Mitigation Strategies

  1. Reframe Decisions from the Present
    Regularly ask: "Ignoring what we’ve already spent, what choice maximizes value from here forward?"

  2. Predefined Exit Criteria
    Set clear thresholds (e.g., performance metrics, time limits) that trigger review or termination of projects.

  3. Independent Review
    Involve people who were not part of the original decision to assess whether continuation is justified.

  4. Normalize Course Corrections
    Build cultures where changing direction in response to new evidence is praised as good leadership, not punished as failure.

Relationship to Other Biases

  • Sunk Cost Fallacy: Focusing on past, unrecoverable investments rather than future costs and benefits.
  • Status Quo Bias: Preference for sticking with the current path.
  • Optimism Bias: Overestimating the likelihood that persistence will pay off.

Conclusion

Irrational escalation shows how our desire to justify past choices can lock us into losing paths. By consciously re-evaluating decisions based on current evidence, setting clear exit rules, and valuing adaptive change, individuals and organizations can limit the damage from doubling down when they should, instead, let go and reallocate their efforts.

Common Triggers

Large prior investments

Public commitments

Typical Contexts

Business and project management

Public policy and large infrastructure

Personal relationships and careers

Long-term investments

Mitigation Strategies

Forward-looking decision rules: Base continuation decisions on expected future value, not past expenditure.

Effectiveness: high

Difficulty: moderate

External reviews at milestones: Invite independent reviewers at key checkpoints to assess whether to continue, pivot, or stop.

Effectiveness: medium

Difficulty: moderate

Potential Decision Harms

Persisting with failing initiatives diverts resources from more promising options.

major Severity


Related Biases

Explore these related cognitive biases to deepen your understanding

Loaded Language

Loaded language (also known as loaded terms or emotive language) is rhetoric used to influence an audience by using words and phrases with strong connotations.

Cognitive Biases

/ Emotive language

Euphemism

A euphemism is a mild or indirect word or expression substituted for one considered to be too harsh or blunt when referring to something unpleasant or embarrassing.

Cognitive Biases

/ Doublespeak (related)

Paradox of Choice

10 min read

The paradox of choice is the idea that having too many options can make decisions harder, reduce satisfaction, and even lead to decision paralysis.

Cognitive Biases / Choice and complexity

/ Choice Overload

Choice Overload Effect

10 min read

The choice overload effect occurs when having too many options makes it harder to decide, reduces satisfaction, or leads people to avoid choosing at all.

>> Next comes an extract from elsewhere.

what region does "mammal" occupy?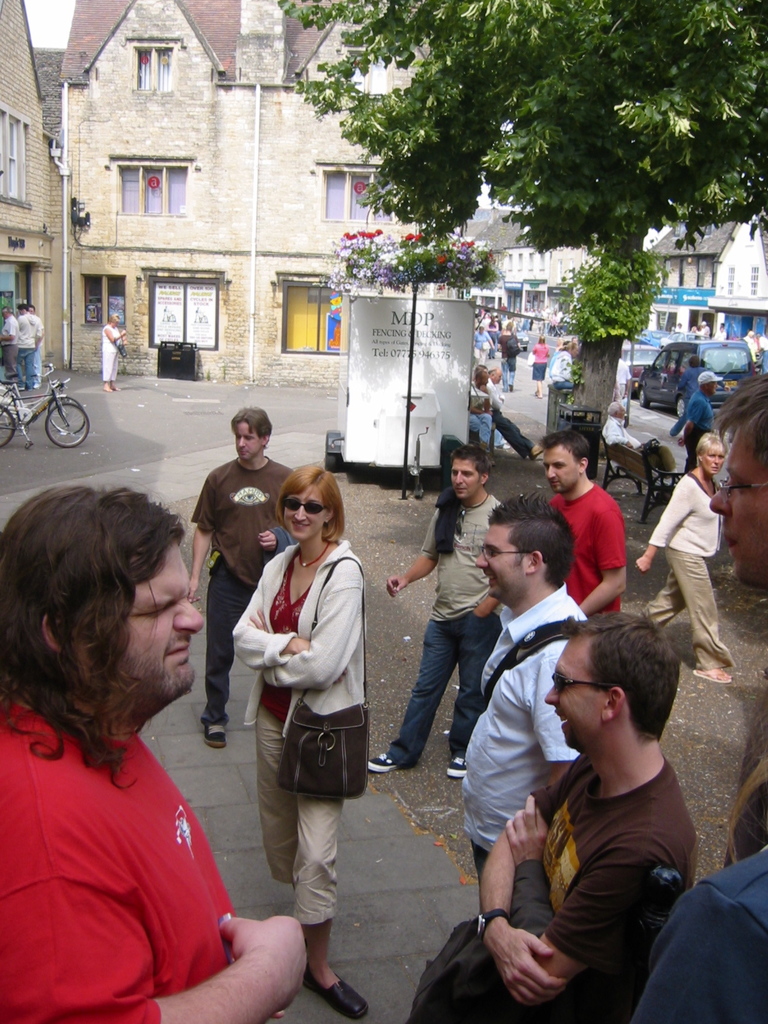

Cognitive Biases / Choice and complexity

/ Paradox of Choice

Procrastination

2 min read

Procrastination is the action of unnecessarily and voluntarily delaying or postponing something despite knowing that there will be negative consequences for doing so.

Cognitive Biases

/ Akrasia (weakness of will)

Time-Saving Bias

2 min read

The time-saving bias describes the tendency of people to misestimate the time that could be saved (or lost) when increasing (or decreasing) speed.